Ongoing priorities and outlook
IRCC officials stress that ethical recruitment and better credential systems will remain a priority into 2026. Planned actions include:
- keeping category-based selection tuned to labor market data
- continuing investments in licensing capacity
- helping provinces hire where needs are greatest
Employers are urged to offer mentorship, paid supervised practice, and clear promotion tracks so newcomers can grow into roles that match their training.
For readers tracking the latest rules and program updates, IRCC’s official page offers current guidance on Express Entry, category-based draws, and healthcare pathways, including processing trends and program bulletins. See IRCC’s immigration programs overview at Immigration, Refugees and Citizenship Canada.
With healthcare workers at the center of the country’s admissions plan, and with Express Entry draws built to target their skills, the pathway from temporary status to permanent resident status has rarely been stronger. The remaining challenge is to ensure licensing changes keep pace so people trained to care can get to work faster—in hospitals, care homes, clinics, and, just as importantly, in the living rooms where seniors and families need them most.

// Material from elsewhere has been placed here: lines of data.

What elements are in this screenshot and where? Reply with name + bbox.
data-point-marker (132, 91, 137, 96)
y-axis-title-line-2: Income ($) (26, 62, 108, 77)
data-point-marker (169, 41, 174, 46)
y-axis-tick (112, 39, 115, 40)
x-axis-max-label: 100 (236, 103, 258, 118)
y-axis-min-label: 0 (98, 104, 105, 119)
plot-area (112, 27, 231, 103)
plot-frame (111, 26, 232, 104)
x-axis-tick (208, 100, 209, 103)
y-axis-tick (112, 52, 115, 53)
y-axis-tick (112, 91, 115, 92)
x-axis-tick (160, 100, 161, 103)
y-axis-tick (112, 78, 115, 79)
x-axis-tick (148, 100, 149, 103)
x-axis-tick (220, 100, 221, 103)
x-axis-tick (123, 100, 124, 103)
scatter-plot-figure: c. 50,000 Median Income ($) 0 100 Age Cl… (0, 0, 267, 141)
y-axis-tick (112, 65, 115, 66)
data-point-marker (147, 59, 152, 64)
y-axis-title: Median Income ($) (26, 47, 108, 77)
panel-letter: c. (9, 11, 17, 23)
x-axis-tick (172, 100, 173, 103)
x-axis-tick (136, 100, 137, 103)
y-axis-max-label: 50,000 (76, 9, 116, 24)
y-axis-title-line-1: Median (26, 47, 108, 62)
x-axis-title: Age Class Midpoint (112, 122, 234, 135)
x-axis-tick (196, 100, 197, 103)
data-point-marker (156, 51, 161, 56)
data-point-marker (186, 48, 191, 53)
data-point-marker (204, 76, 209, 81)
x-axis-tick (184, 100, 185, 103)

This Article in a Nutshell
Canada has intensified efforts to convert temporary health workers into permanent residents to address staffing shortages across hospitals, long-term care, and home care. A healthcare-focused Express Entry draw on August 19, 2025 issued 2,500 ITAs with a 470 CRS minimum. With 207,650 new permanent residents admitted in H1 2025 and projected admissions near 415,000 for the year, policy emphasizes in-Canada transitions. Retention data are strong—over 80% remain in the sector after one year. Since 2023, category-based Express Entry draws have prioritized healthcare with lower cut-offs; Ottawa invested up to $86 million (2024–2025) to accelerate foreign credential recognition for roughly 6,600 professionals. Home care pilots opened March 31, 2025 and filled on day one, underscoring demand. IRCC processing times for healthcare-targeted PR average 6–8 months. Remaining challenges include credential bottlenecks, underemployment, and inconsistent bridge programs; advocates seek faster, transparent provincial rules, paid supervised practice, and mentorship funding. The strategy improves PR pathways but requires licensing reforms to let trained professionals work where needed.